She heard her happy, chubby aunt giggle from a distance greater than the neighbor’s backyard. “Not to worry, dear, I won’t be long.”
“But where are you going?”
“To my orchard. Papa planted it just for me. There are several different kinds of apple trees, cherry trees, peach trees, and pear trees.” She paused, her voice echoing. “The peach tree doesn’t bear much fruit, but it tries. Don’t you, you sweet old thing?”
M.J. jumped as high as she could to peek over the fence to see which tree she was talking to . . . though there didn’t seem to be any trees there at all. “Odelia. How far away from the house did he plant the trees? Where are you?”
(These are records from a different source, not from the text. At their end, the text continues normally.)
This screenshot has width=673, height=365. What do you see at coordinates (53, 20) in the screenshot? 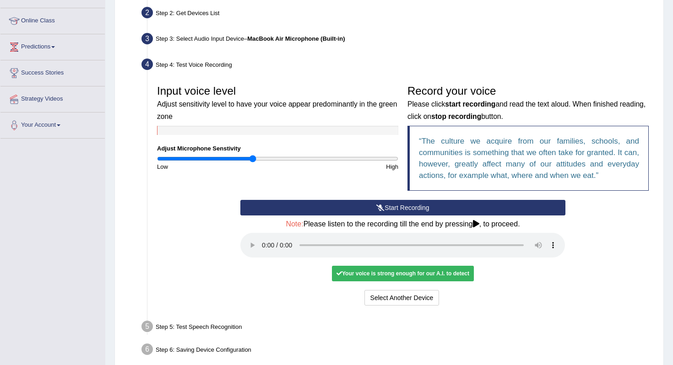
I see `a: Online Class` at bounding box center [53, 20].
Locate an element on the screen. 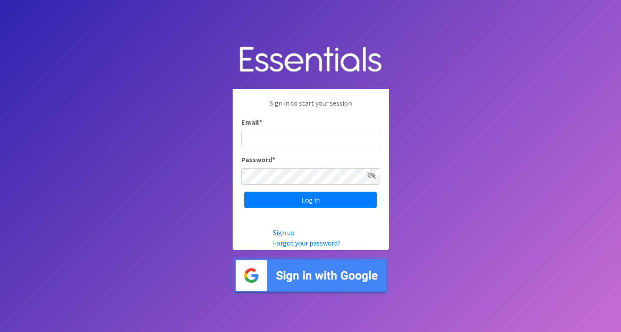 The height and width of the screenshot is (332, 621). label: Email is located at coordinates (252, 122).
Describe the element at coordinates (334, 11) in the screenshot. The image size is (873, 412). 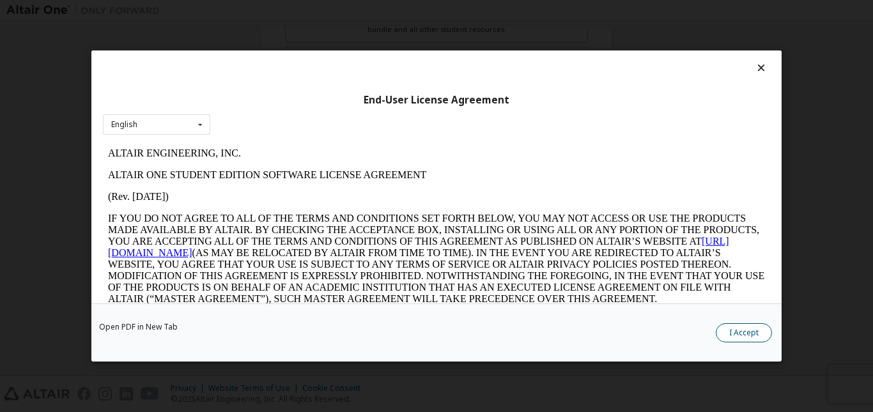
I see `p: ALTAIR ENGINEERING, INC.` at that location.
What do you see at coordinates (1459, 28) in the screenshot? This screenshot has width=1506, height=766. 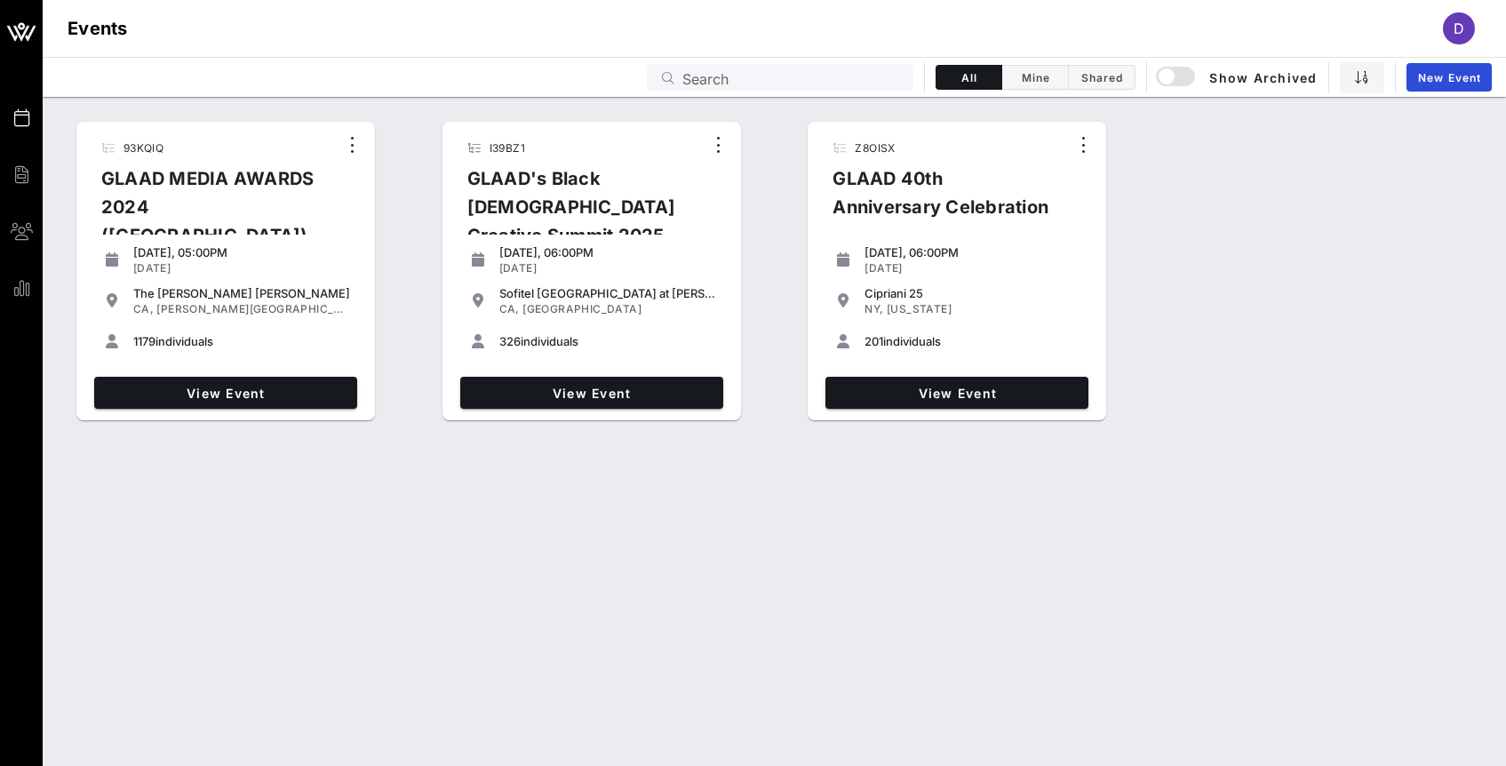 I see `span: D` at bounding box center [1459, 28].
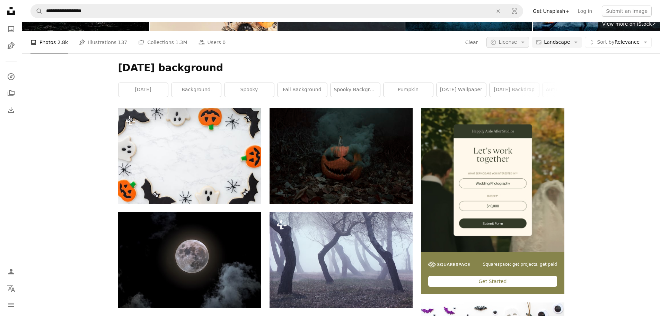  I want to click on a: background, so click(196, 90).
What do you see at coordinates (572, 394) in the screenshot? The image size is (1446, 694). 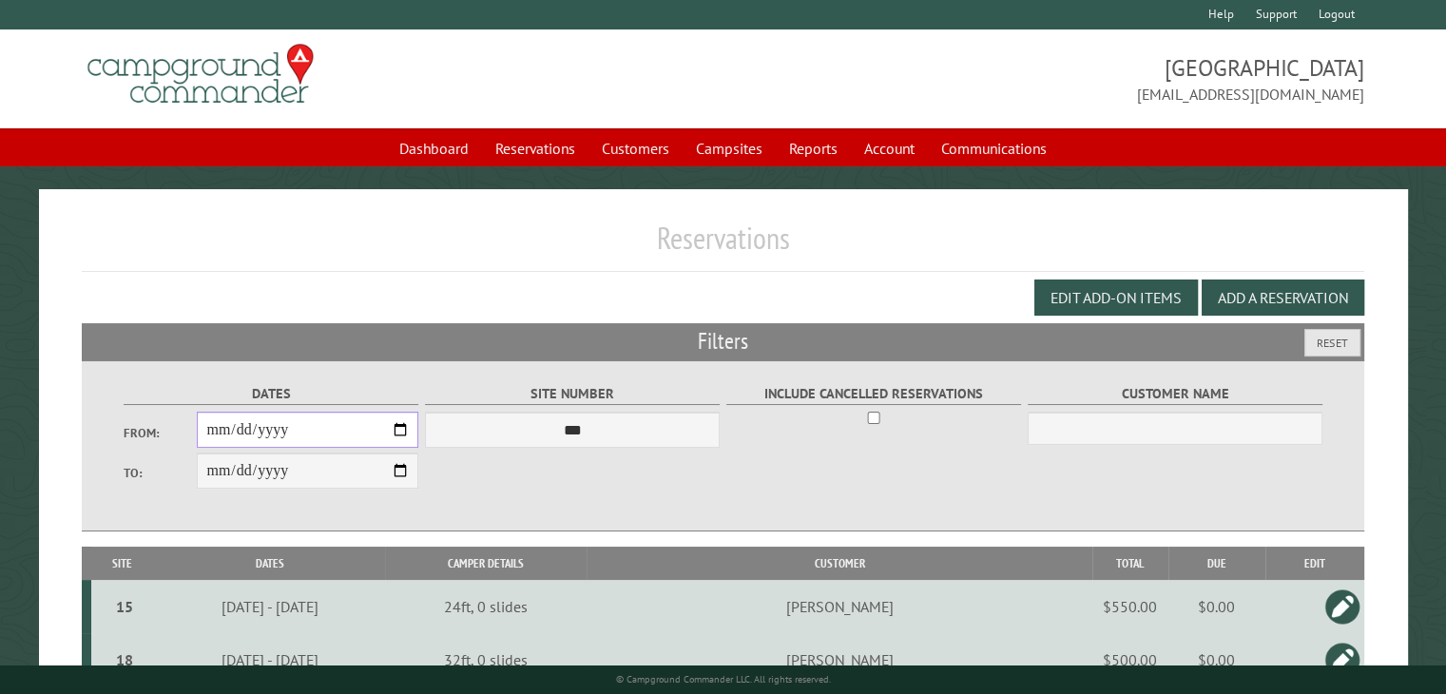 I see `label: Site Number` at bounding box center [572, 394].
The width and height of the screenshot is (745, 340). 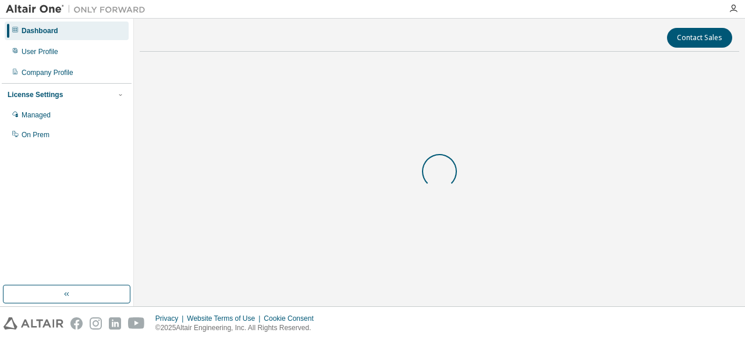 I want to click on div: Dashboard, so click(x=40, y=31).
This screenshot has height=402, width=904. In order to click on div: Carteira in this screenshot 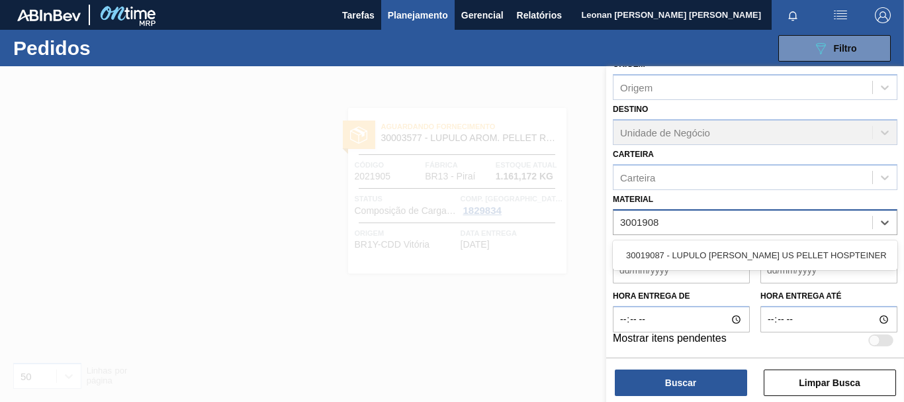, I will do `click(637, 177)`.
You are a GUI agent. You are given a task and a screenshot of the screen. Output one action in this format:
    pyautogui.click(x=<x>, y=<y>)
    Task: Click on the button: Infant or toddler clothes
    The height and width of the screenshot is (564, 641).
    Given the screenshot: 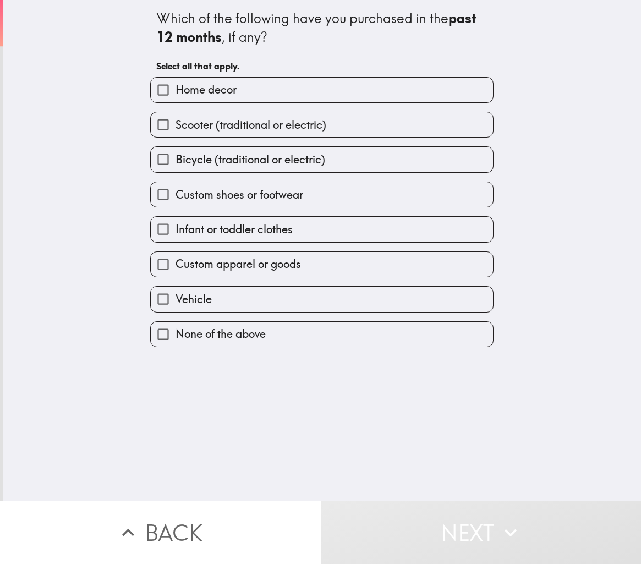 What is the action you would take?
    pyautogui.click(x=322, y=229)
    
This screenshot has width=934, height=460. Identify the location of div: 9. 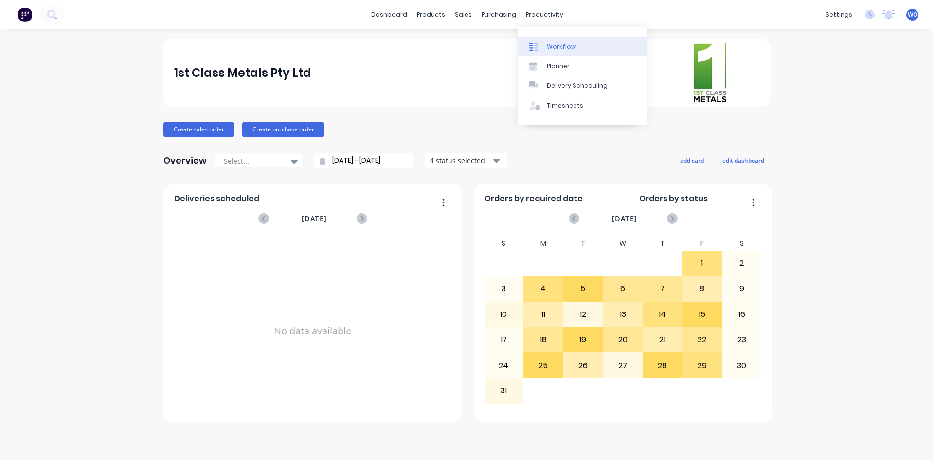
(742, 288).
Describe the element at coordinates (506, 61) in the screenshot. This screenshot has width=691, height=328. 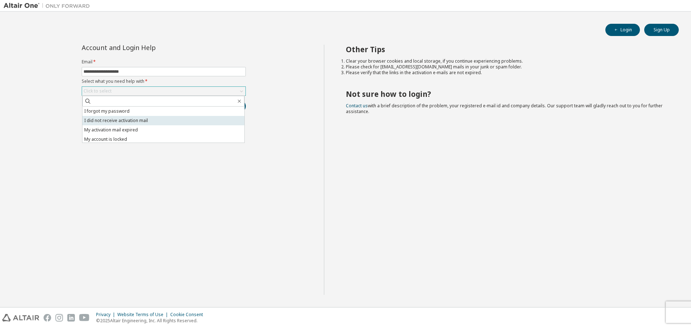
I see `li: Clear your browser cookies and local storage, if you continue experiencing problems.` at that location.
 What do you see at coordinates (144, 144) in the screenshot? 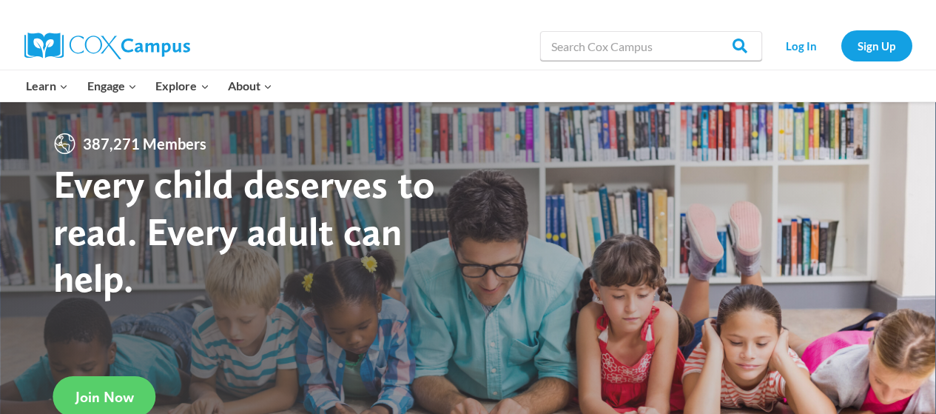
I see `span: 387,271 Members` at bounding box center [144, 144].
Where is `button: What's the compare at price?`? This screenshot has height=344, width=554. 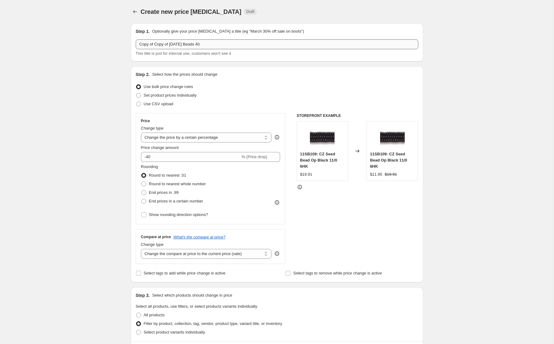
button: What's the compare at price? is located at coordinates (199, 237).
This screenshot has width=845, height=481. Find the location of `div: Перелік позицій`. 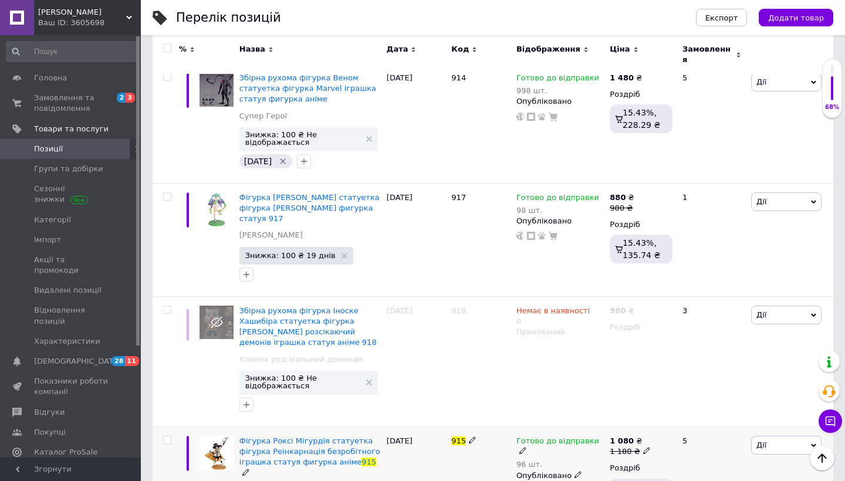

div: Перелік позицій is located at coordinates (228, 18).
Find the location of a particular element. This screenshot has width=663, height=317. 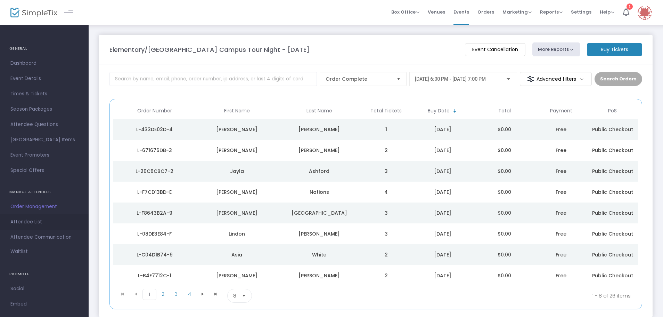

span: Orders is located at coordinates (486, 12).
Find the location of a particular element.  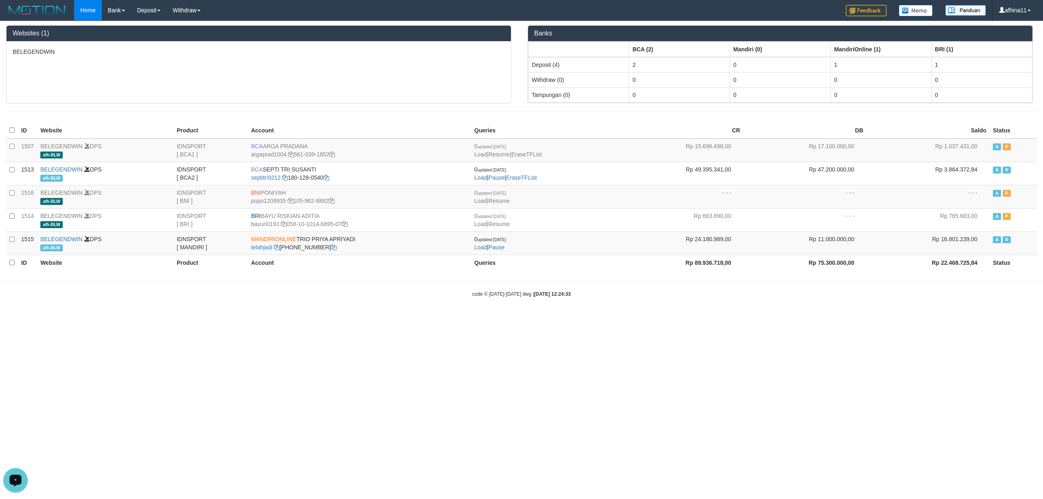

h3: Banks is located at coordinates (780, 33).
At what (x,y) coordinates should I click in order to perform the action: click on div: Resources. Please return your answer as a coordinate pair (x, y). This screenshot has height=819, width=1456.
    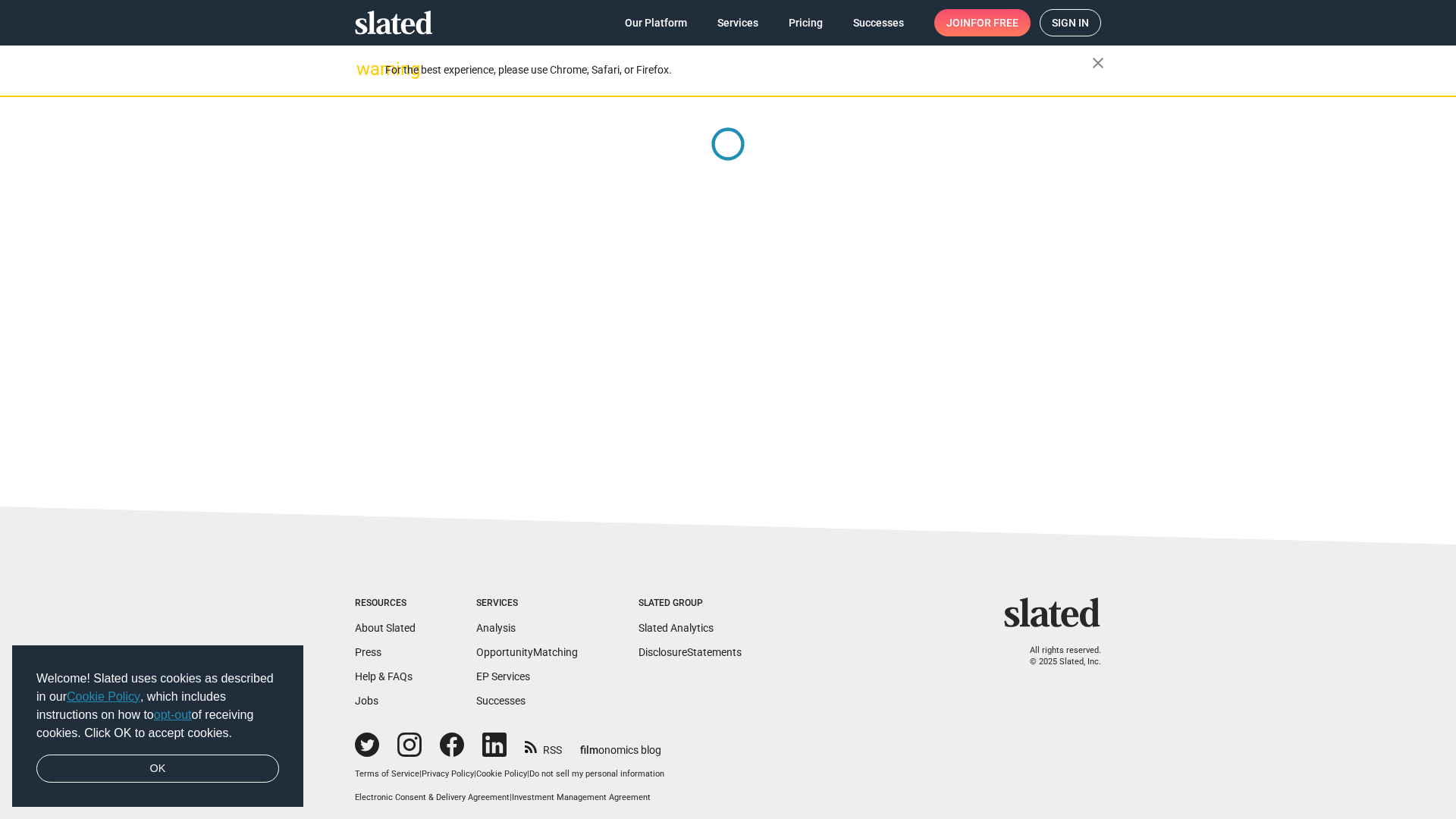
    Looking at the image, I should click on (385, 604).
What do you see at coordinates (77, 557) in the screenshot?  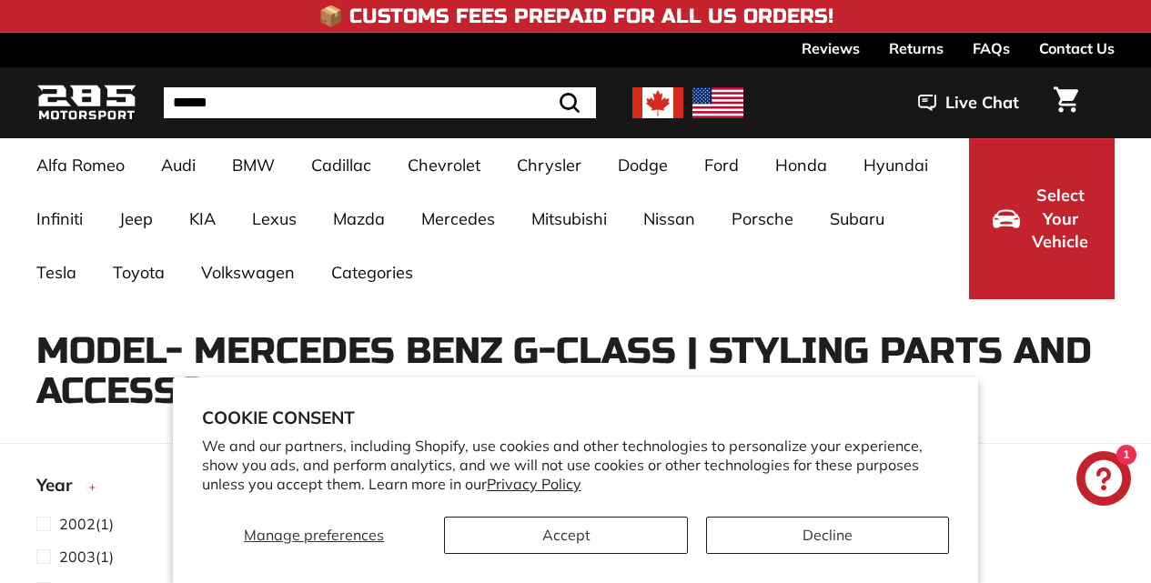 I see `span: 2003` at bounding box center [77, 557].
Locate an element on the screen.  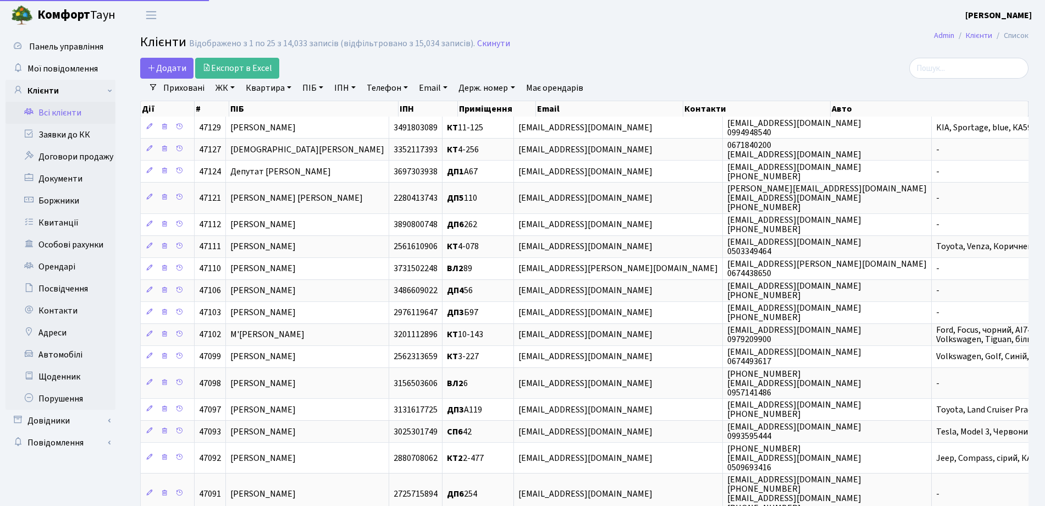
span: 4-256 is located at coordinates (463, 149).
“Oh dear, Imogene is better with feet and yards than I am, but it’s a ways,” she called back. “Flies, you know.”
“Flies?”
“They come for the ripe fruit if I don’t get to it first. If the trees were too close to the house . . . oh my, Papa would be so angry. They’re pesky, you know. Summer flies. And it’s like he always said, I can certainly use the exercise. The hard part is hauling all the fruit back to the house.”
Papa, Hobart Hedbo, was beginning to sound like someone M.J. was glad she’d never had the chance to meet. “I can smell your apple pies, you know.”
“Really?”
She remembered Odelia as a sweet, kind, older woman. She died of breast cancer in her late fifties before M.J. had a real chance to get to know her. . . .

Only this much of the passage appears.